Computing the matrix Mittag-Leffler function with applications to fractional calculus
Roberto Garrappa, Marina Popolizio

TL;DR
This paper develops and investigates three methods for accurately computing the matrix Mittag-Leffler function, addressing the challenge of derivatives of arbitrary order, with applications in fractional calculus.
Contribution
It introduces a novel algorithm combining three methods and a derivatives balancing technique for high-accuracy computation of matrix ML functions.
Findings
The proposed algorithm achieves near machine precision accuracy.
The methods effectively handle derivatives of high order.
The study includes analysis of the conditioning of matrix ML function evaluation.
Abstract
The computation of the Mittag-Leffler (ML) function with matrix arguments, and some applications in fractional calculus, are discussed. In general the evaluation of a scalar function in matrix arguments may require the computation of derivatives of possible high order depending on the matrix spectrum. Regarding the ML function, the numerical computation of its derivatives of arbitrary order is a completely unexplored topic; in this paper we address this issue and three different methods are tailored and investigated. The methods are combined together with an original derivatives balancing technique in order to devise an algorithm capable of providing high accuracy. The conditioning of the evaluation of matrix ML functions is also studied. The numerical experiments presented in the paper show that the proposed algorithm provides high accuracy, very often close to the machine precision.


Problem: Exact copies of all records below are needed.

┌─ Entries provided

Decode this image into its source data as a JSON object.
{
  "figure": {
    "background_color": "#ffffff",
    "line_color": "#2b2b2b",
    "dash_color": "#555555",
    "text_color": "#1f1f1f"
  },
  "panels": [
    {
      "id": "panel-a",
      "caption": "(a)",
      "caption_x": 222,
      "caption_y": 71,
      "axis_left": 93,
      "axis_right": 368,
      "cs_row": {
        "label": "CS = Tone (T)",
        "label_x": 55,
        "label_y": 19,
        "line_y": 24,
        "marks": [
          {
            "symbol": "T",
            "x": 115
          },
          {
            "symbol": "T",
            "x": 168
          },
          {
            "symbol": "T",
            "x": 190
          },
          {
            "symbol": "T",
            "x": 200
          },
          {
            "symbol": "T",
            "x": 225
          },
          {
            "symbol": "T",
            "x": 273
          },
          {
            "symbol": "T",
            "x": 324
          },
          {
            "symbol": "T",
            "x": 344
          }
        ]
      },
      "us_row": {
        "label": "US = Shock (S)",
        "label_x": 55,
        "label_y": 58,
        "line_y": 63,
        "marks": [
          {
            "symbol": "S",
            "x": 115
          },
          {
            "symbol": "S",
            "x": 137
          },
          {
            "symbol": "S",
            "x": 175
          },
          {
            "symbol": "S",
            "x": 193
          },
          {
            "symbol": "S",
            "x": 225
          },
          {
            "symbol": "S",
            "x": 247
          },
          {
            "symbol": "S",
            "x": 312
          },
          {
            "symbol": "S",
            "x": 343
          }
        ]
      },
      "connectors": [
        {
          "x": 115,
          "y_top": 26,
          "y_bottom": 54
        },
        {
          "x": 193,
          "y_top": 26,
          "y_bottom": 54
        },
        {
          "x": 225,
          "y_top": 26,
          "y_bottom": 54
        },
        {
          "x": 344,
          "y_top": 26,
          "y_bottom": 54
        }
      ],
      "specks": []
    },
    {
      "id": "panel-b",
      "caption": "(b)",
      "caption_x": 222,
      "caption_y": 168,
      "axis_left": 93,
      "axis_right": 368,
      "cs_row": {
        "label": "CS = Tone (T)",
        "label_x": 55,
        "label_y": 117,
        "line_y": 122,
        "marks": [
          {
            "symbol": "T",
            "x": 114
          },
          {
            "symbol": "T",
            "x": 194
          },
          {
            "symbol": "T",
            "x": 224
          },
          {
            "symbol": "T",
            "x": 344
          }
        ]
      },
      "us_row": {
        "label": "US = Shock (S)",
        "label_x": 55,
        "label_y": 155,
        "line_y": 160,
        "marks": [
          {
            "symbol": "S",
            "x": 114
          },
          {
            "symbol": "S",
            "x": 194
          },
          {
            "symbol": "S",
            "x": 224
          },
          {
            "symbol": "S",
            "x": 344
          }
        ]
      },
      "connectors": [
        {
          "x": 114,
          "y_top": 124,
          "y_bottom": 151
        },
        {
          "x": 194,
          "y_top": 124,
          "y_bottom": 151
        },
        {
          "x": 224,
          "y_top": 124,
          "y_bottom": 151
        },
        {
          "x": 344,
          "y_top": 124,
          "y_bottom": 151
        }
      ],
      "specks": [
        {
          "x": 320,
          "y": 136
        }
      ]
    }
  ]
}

└─

Output for this exercise:
Decode this image into its source data as a JSON object.
{
  "figure": {
    "background_color": "#ffffff",
    "line_color": "#2b2b2b",
    "dash_color": "#555555",
    "text_color": "#1f1f1f"
  },
  "panels": [
    {
      "id": "panel-a",
      "caption": "(a)",
      "caption_x": 222,
      "caption_y": 71,
      "axis_left": 93,
      "axis_right": 368,
      "cs_row": {
        "label": "CS = Tone (T)",
        "label_x": 55,
        "label_y": 19,
        "line_y": 24,
        "marks": [
          {
            "symbol": "T",
            "x": 115
          },
          {
            "symbol": "T",
            "x": 168
          },
          {
            "symbol": "T",
            "x": 190
          },
          {
            "symbol": "T",
            "x": 200
          },
          {
            "symbol": "T",
            "x": 225
          },
          {
            "symbol": "T",
            "x": 273
          },
          {
            "symbol": "T",
            "x": 324
          },
          {
            "symbol": "T",
            "x": 344
          }
        ]
      },
      "us_row": {
        "label": "US = Shock (S)",
        "label_x": 55,
        "label_y": 58,
        "line_y": 63,
        "marks": [
          {
            "symbol": "S",
            "x": 115
          },
          {
            "symbol": "S",
            "x": 137
          },
          {
            "symbol": "S",
            "x": 175
          },
          {
            "symbol": "S",
            "x": 193
          },
          {
            "symbol": "S",
            "x": 225
          },
          {
            "symbol": "S",
            "x": 247
          },
          {
            "symbol": "S",
            "x": 312
          },
          {
            "symbol": "S",
            "x": 343
          }
        ]
      },
      "connectors": [
        {
          "x": 115,
          "y_top": 26,
          "y_bottom": 54
        },
        {
          "x": 193,
          "y_top": 26,
          "y_bottom": 54
        },
        {
          "x": 225,
          "y_top": 26,
          "y_bottom": 54
        },
        {
          "x": 344,
          "y_top": 26,
          "y_bottom": 54
        }
      ],
      "specks": []
    },
    {
      "id": "panel-b",
      "caption": "(b)",
      "caption_x": 222,
      "caption_y": 168,
      "axis_left": 93,
      "axis_right": 368,
      "cs_row": {
        "label": "CS = Tone (T)",
        "label_x": 55,
        "label_y": 117,
        "line_y": 122,
        "marks": [
          {
            "symbol": "T",
            "x": 114
          },
          {
            "symbol": "T",
            "x": 194
          },
          {
            "symbol": "T",
            "x": 224
          },
          {
            "symbol": "T",
            "x": 344
          }
        ]
      },
      "us_row": {
        "label": "US = Shock (S)",
        "label_x": 55,
        "label_y": 155,
        "line_y": 160,
        "marks": [
          {
            "symbol": "S",
            "x": 114
          },
          {
            "symbol": "S",
            "x": 194
          },
          {
            "symbol": "S",
            "x": 224
          },
          {
            "symbol": "S",
            "x": 344
          }
        ]
      },
      "connectors": [
        {
          "x": 114,
          "y_top": 124,
          "y_bottom": 151
        },
        {
          "x": 194,
          "y_top": 124,
          "y_bottom": 151
        },
        {
          "x": 224,
          "y_top": 124,
          "y_bottom": 151
        },
        {
          "x": 344,
          "y_top": 124,
          "y_bottom": 151
        }
      ],
      "specks": [
        {
          "x": 320,
          "y": 136
        }
      ]
    }
  ]
}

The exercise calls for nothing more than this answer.